EVE'S DROPPING 2

PEOPLE
Blanchot
Heidegger


ESSAYS
Eve’s Dropping 1
Eve’s Dropping 3


IMAGES
Courbet
Time


THEMES
Para-site
Time

From Eavesdropping/Eve's Dropping

-But this is the problem. Courbet has an experience before the painting. The painting is secondary, a re-presentation of an experience that is lost, that cannot be represented, that is lost in representation, a loss structuring representation. Painting would be a mourning of this loss of authentic experience, this elusive experience that escapes and founds all representational systems, and cannot be found or represented as such within the representation. It is beyond representation.
          At the same time, while Courbet is before the painting, spatially and temporally, the painting is also there before Courbet spatially, staring at him with an evacuating, evocative, vacuum of a gaze that voids Courbet of his presence, sucking his presence away, a vampiric parasite that Courbet cannot live with and without which he cannot live. The painting would also be before 'Courbet' temporally, a Courbet who is the product of this painting, a Courbet who is product. 'Courbet' becomes a fictive entity attached to this painting, a ghost haunting the work through the specter of his signature.

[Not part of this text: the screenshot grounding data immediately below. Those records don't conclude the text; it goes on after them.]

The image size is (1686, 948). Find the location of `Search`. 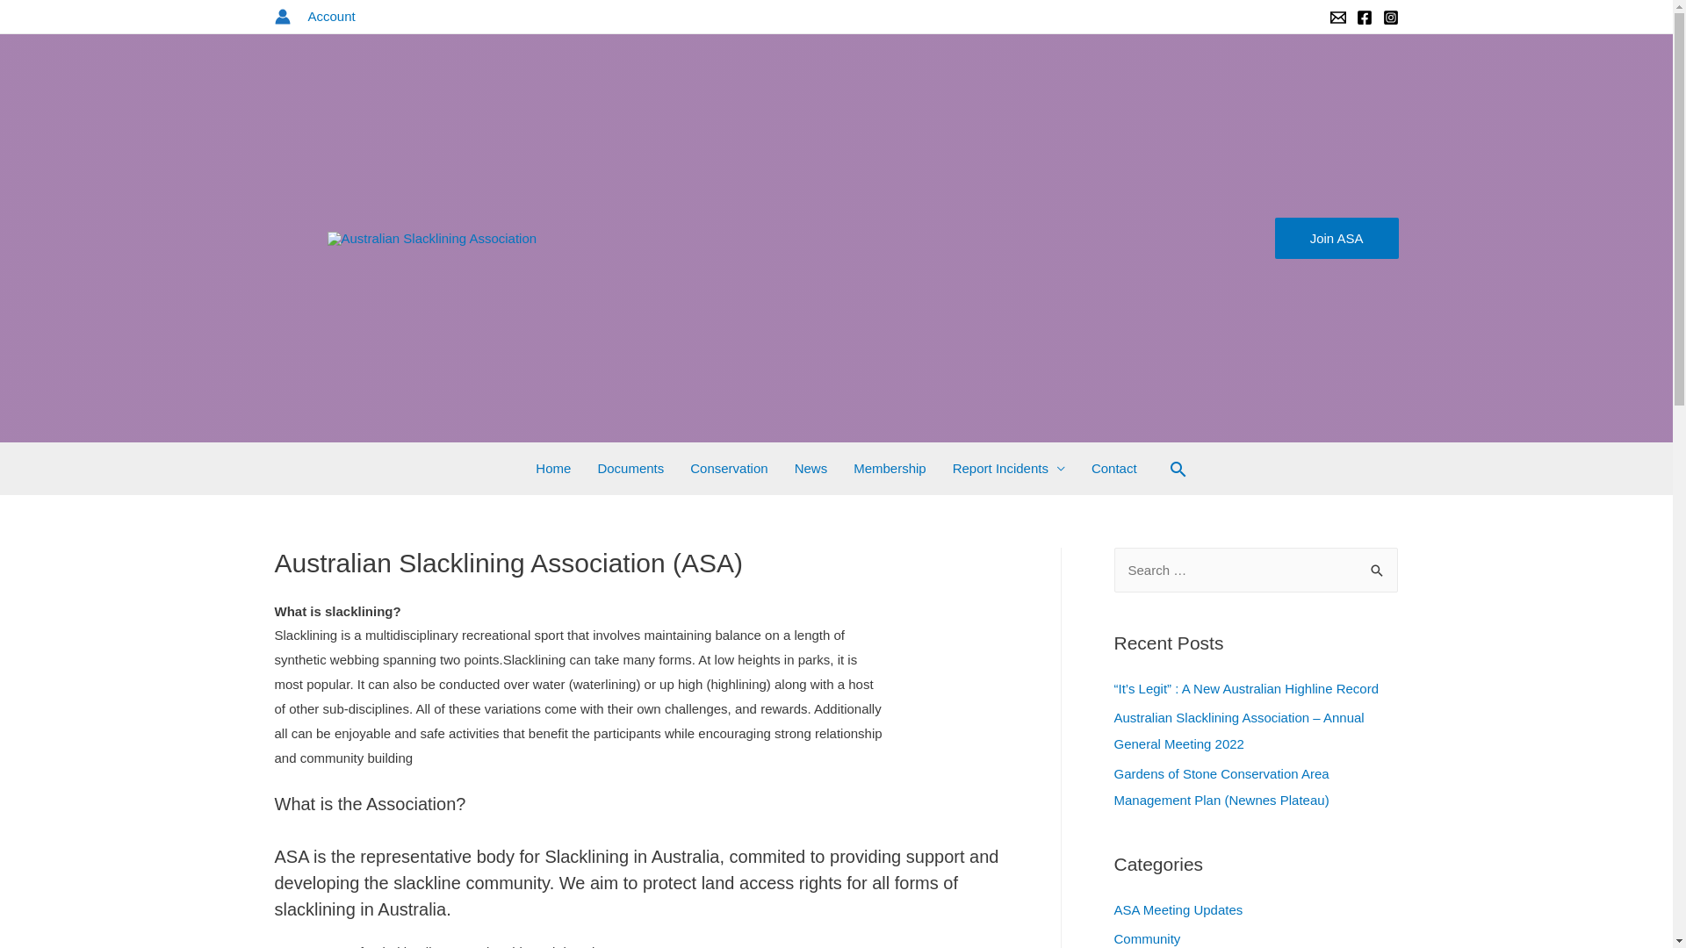

Search is located at coordinates (46, 19).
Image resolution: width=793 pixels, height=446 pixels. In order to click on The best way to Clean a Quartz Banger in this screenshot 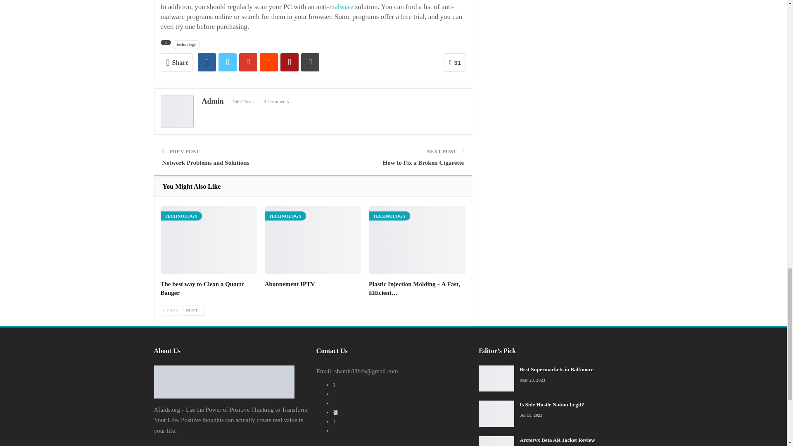, I will do `click(202, 288)`.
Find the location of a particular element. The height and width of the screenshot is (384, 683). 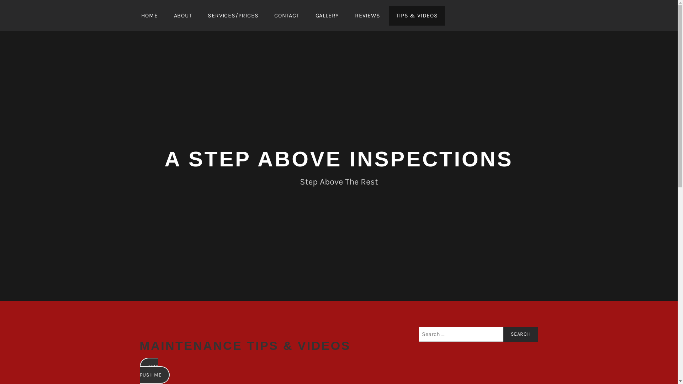

CONTACT is located at coordinates (287, 16).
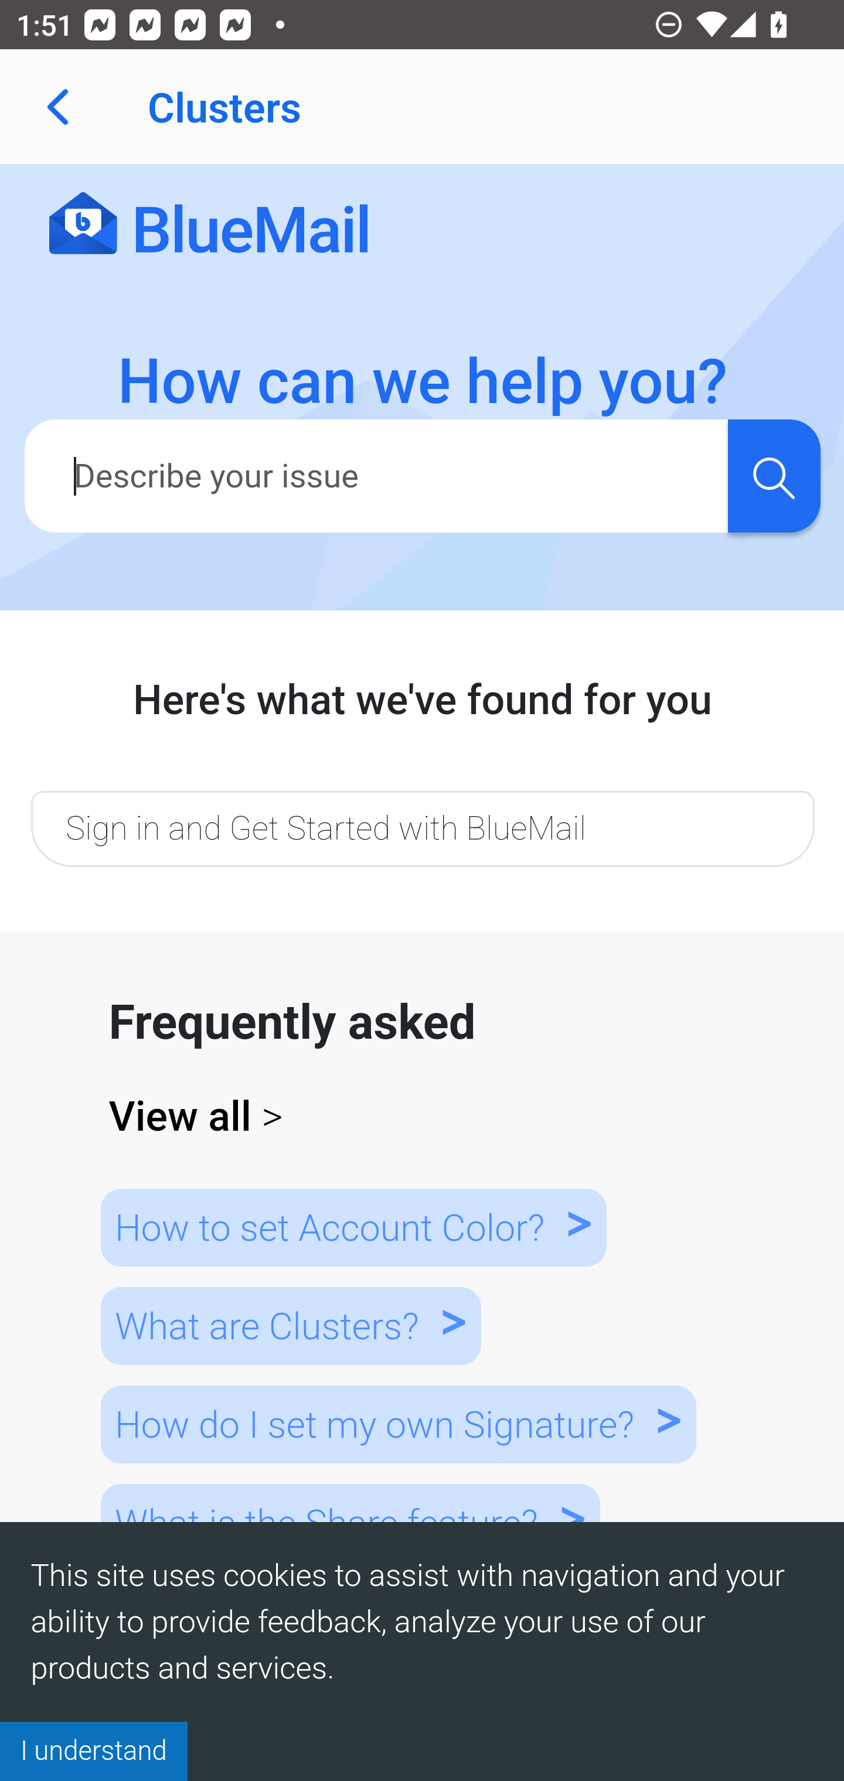 The height and width of the screenshot is (1781, 844). What do you see at coordinates (57, 106) in the screenshot?
I see `Navigate up` at bounding box center [57, 106].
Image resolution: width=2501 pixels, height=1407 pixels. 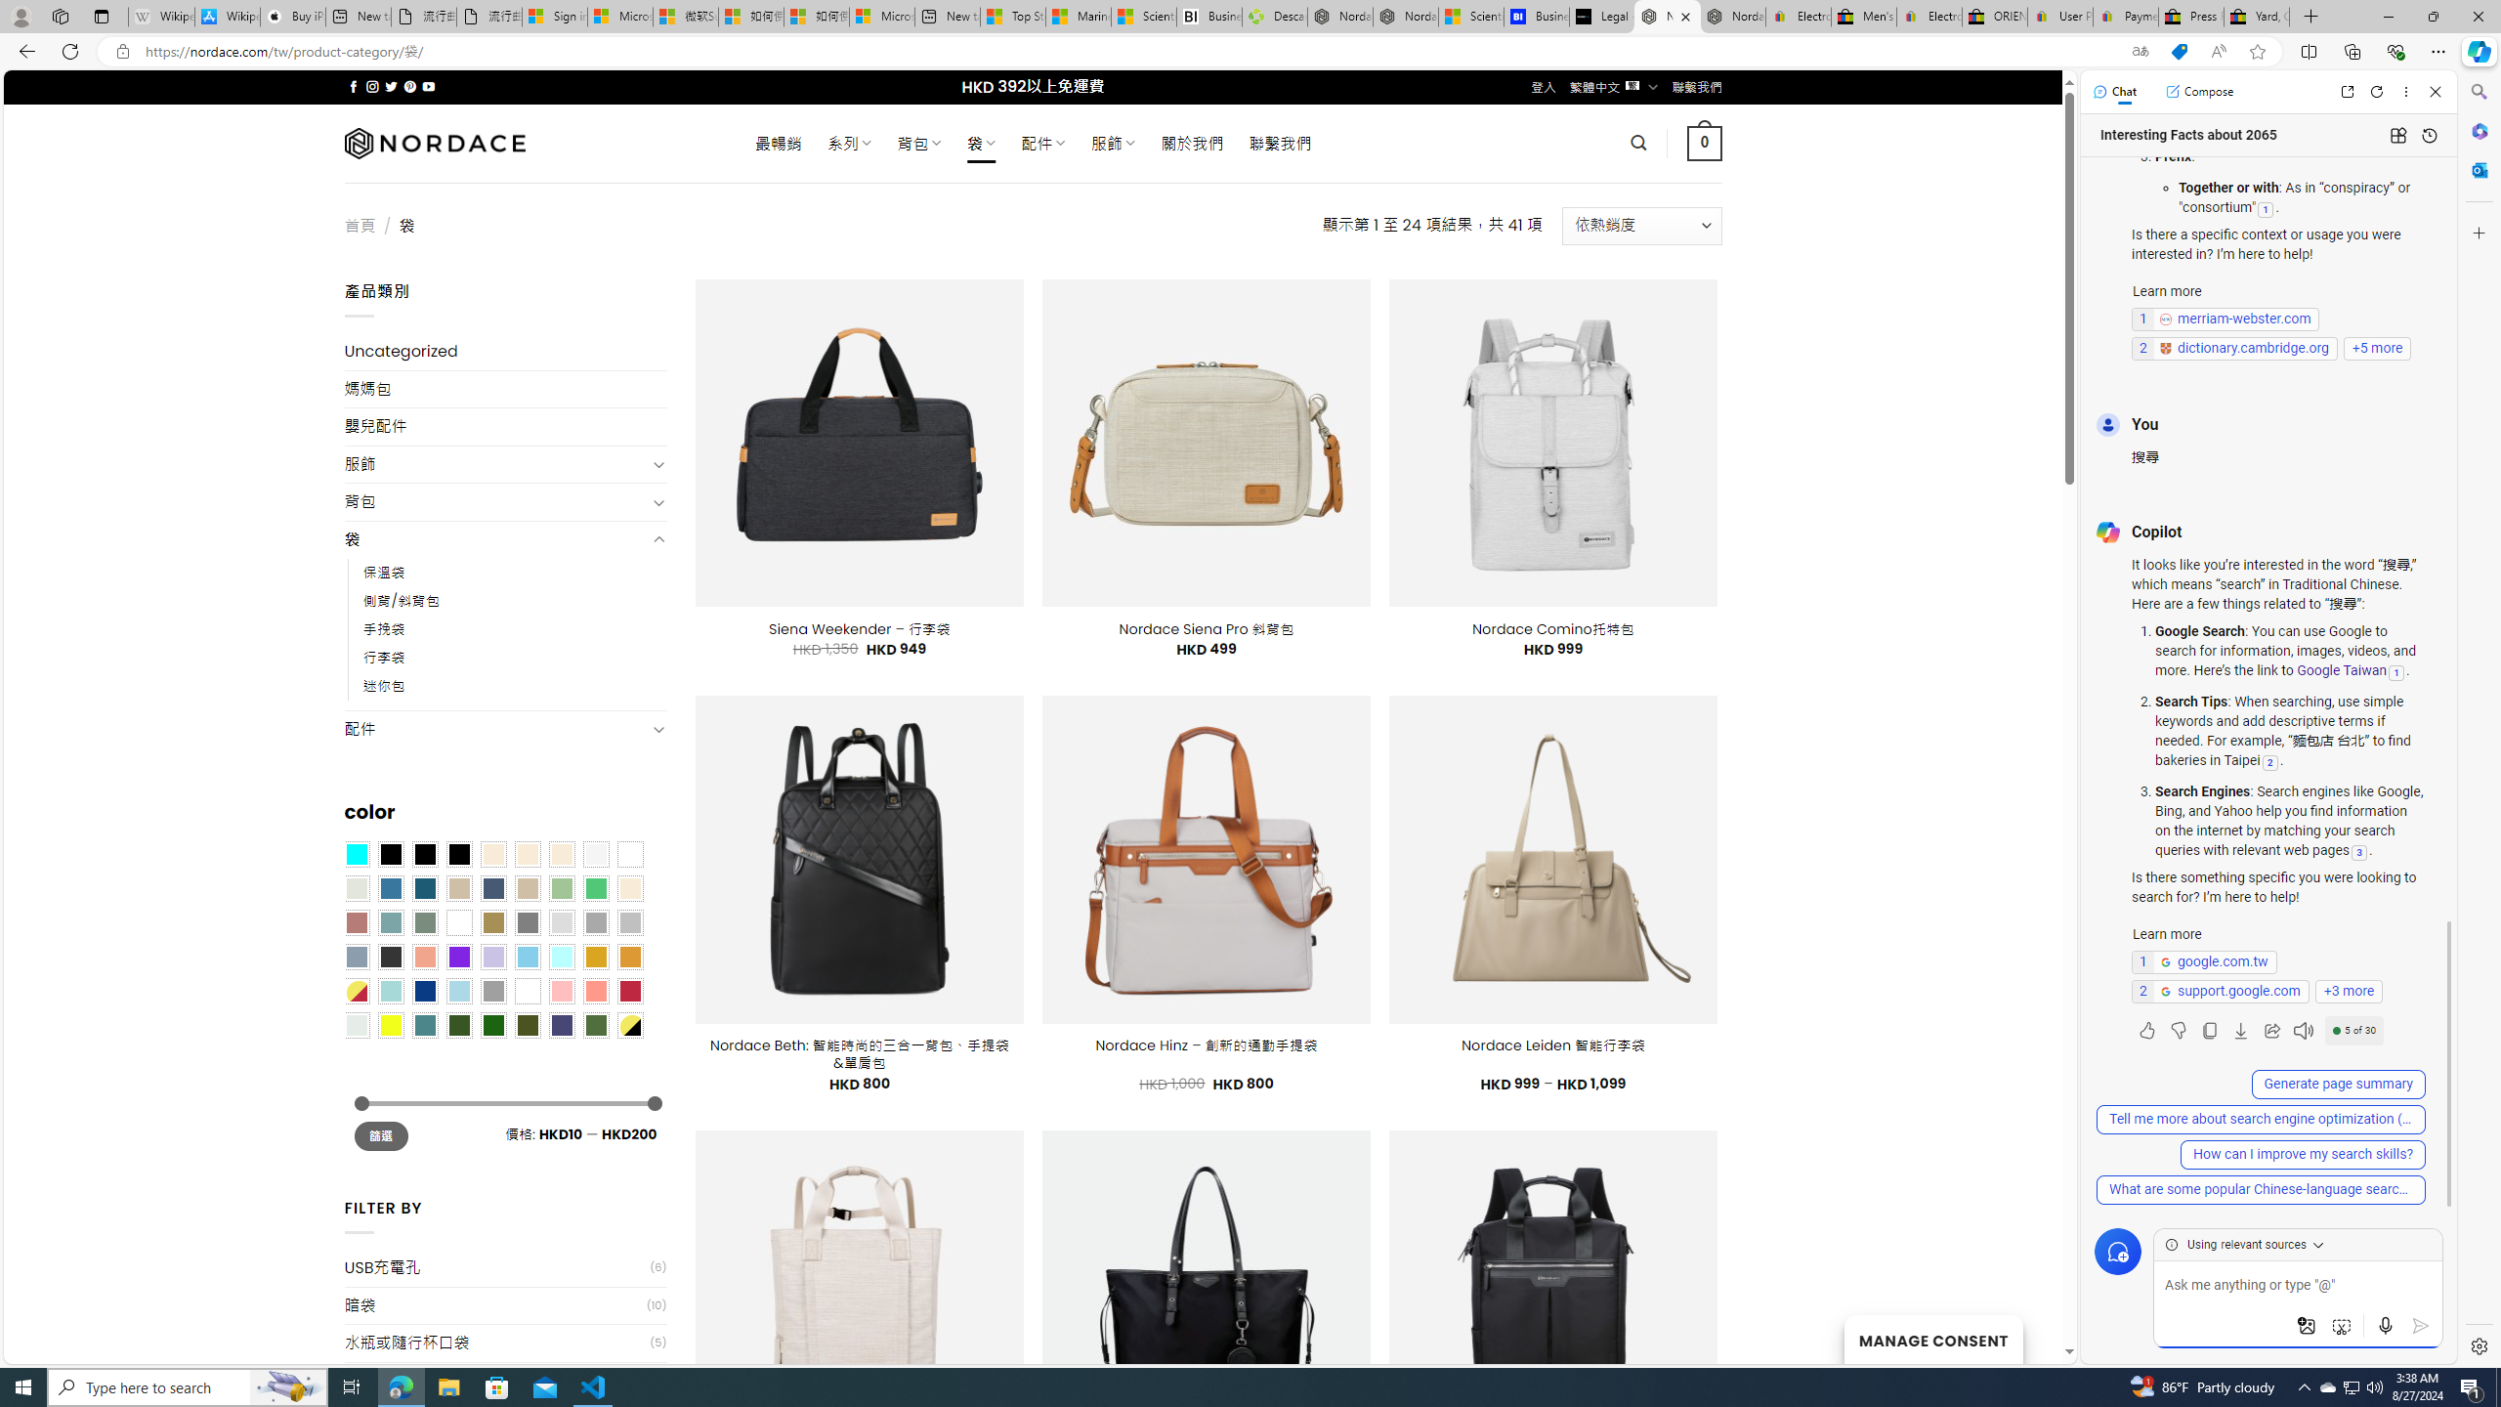 What do you see at coordinates (2199, 91) in the screenshot?
I see `Compose` at bounding box center [2199, 91].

This 'Courbet' is also an after-effect of Fried's discourse, a product of Fried's looking at paintings, standing before paintings, and also writing about absent paintings. It is this temporality and spatiality of before and after that has to be registered, a temporality and spatiality that are tied up with mourning, ruin, and blindness.
          In this sense, the parasitical painting is a para-site, a location that allows for a 'Courbet,' but a Courbet who only exists in a sort of half-life, an absent-presence tracing out this 'before' and 'after' that we are trying to elucidate. This is a 'Courbet' who is always different, always a difference, a 'Courbet' who is produced through a structure of difference.
          -Or is Courbet the parasite of the painting, a para-site to which the painting is returned, re-membered, for the painting cannot exist without the parasite? Is Courbet the para-sitical entity here?
          -They would haunt one another, not letting the other go in this spectral economy ordered around a para-sitical process of here-ing, an attempt to make Courbet present, here, and an attempt to locate Courbet in the painting or the painting in Courbet, here, one before or after the other. The one would always mark a difference from the other, an other-ing of the other, frustrating a moment of congruence that remains forever impossible, a scene of hunting and haunting, where a meeting never takes place, marking an irreparable rift between painting and painter.
          This detachability between painting and painter causes a problem for a discourse on art, a discourse that would be a matter of stabilizing the relation between subject and object, asserting that subjectivity falls on the side of the maker, the painter, who makes an object, a painting. This assertion involves a denial of the para-sitical nature of the painting that comes to act on the painter, to contour the painter's subjectivity, granting the painter's existence, while contaminating this existence, displacing it, placing it in doubt, having this existence live on and live in the painting, and transforming the painter into an object of study. Painting and painter, neither being simply subject and/or object, would be tied up in the production of subjectivities, as well as the production of objects of study, beyond questions of painter and painting, and even beyond the subjectivity and objectivity of the one who writes on art.           -This raises a whole question of restitution around Courbet's paintings. Who(se) are they? Gustave('s) or Michael('s)? Or are they always detached, detachable, a ruin, remains, and is the Friedian project simply one of re-membering, putting back together, a process of restitution, a memorial, part of a larger project of mourning?
          -In one sense, painting and painter are separated, and a discourse on art would want to make restitution, give the painting back to the painter. This would be done in an attempt to stabilize the relation between subject and object, order it, give it orders. Stay! Go back to your owner! The painting has gone astray. It is a stray. The art historian finds the painting and calls up the owner, returning it to an owner, to a painter, who is produced by this very discourse of return, a fictive owner who will always be separated from the painting and by the painting. The relation between painter and painting is marked by a tear, an unbridgeable gap that is opened up in the very act of painting, that is opened up by the gap marked by the 'and' of painting and painter. Courbet's Realism would be marked by an impossible attempt to close this wound, a wound marked by the blood of Courbet's signature.